I am building a heart rate monitor , after smoothing the points I want to find the find the number of peaks present in the graph and thus i want to use the method scipy.signal.find_peaks_cwt() to find the peaks but i am not able to understand as what parameters should i pass as the documentation present in the scipy.org is not good.
http://docs.scipy.org/doc/scipy/reference/generated/scipy.signal.find_peaks_cwt.html#scipy-signal-find-peaks-cwt
I have taken a 10 second video of the finger with the flash on , The heart rate may vary from 40bpm to 200bpm.
scipy.signal.find_peaks_cwt(vector, widths, wavelet=None, max_distances=None, gap_thresh=None, min_length=None, min_snr=1, noise_perc=10)
I am really confused as what the width parameter is , any help would be great. Thanks in advance
The Python Scipy has a method find_peaks() within a module scipy. signal that returns all the peaks based on given peak properties. Peaks are not merely the peaks of an electric signal, maxima and minima in a mathematical function are also considered peaks.
Practical Data Science using Python Suppose we have an input array nums, where nums[i] ≠ nums[i+1], search for a peak element and return its index. The array can hold multiple peak elements, in that case return the index to any one of the peak elements. We can imagine that nums[-1] = nums[n] = -∞.

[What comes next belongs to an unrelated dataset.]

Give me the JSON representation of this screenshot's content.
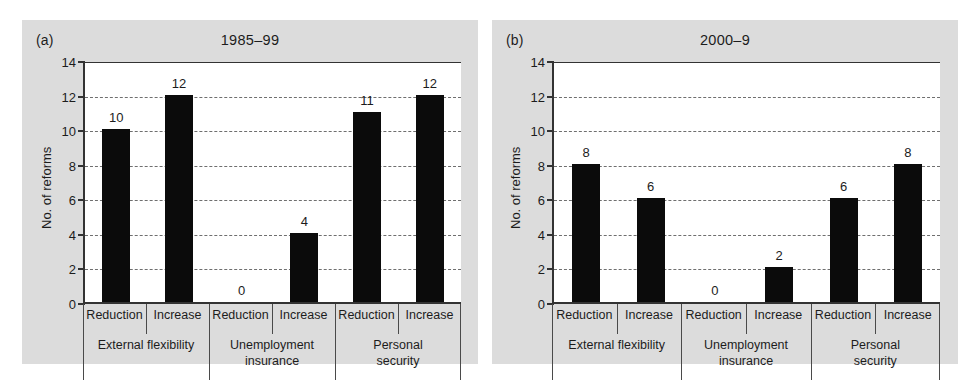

Calculate the relative extrema of data. Array in which to find the relative extrema. Function to use to compare two data points.
You can think of the widths
argument as a list of the possible widths between peaks. The algorithm smooths over these widths and then look for a peak. if it consistently finds a peak in each "width", it declares that the peak exists.
# sample rate
fs = 100.0
# time vector (10s)
t = np.arange(0,10,1/fs)
# heart rates to test
rates = np.array([40,80,100,150,200])/60
# create periodic signal that looks a little like a heartbeat
signal = abs(np.sin(t*np.pi*rates[2])**3)
#add noise
signal_w_noise = signal + np.random.randn(len(signal))*0.1
plt.plot(t,signal_w_noise)
#find peaks
peaks = scipy.signal.find_peaks_cwt(signal_w_noise, fs/rates/10)
plt.plot(t[peaks],signal_w_noise[peaks],'ro')
fs/rates/10
are the widths I used. Notice that they correspond to the number of samples expected between peaks. That is, fs/rates
is the number of samples between peaks. You might need to twiddle with the factor of 1/10 to get better results.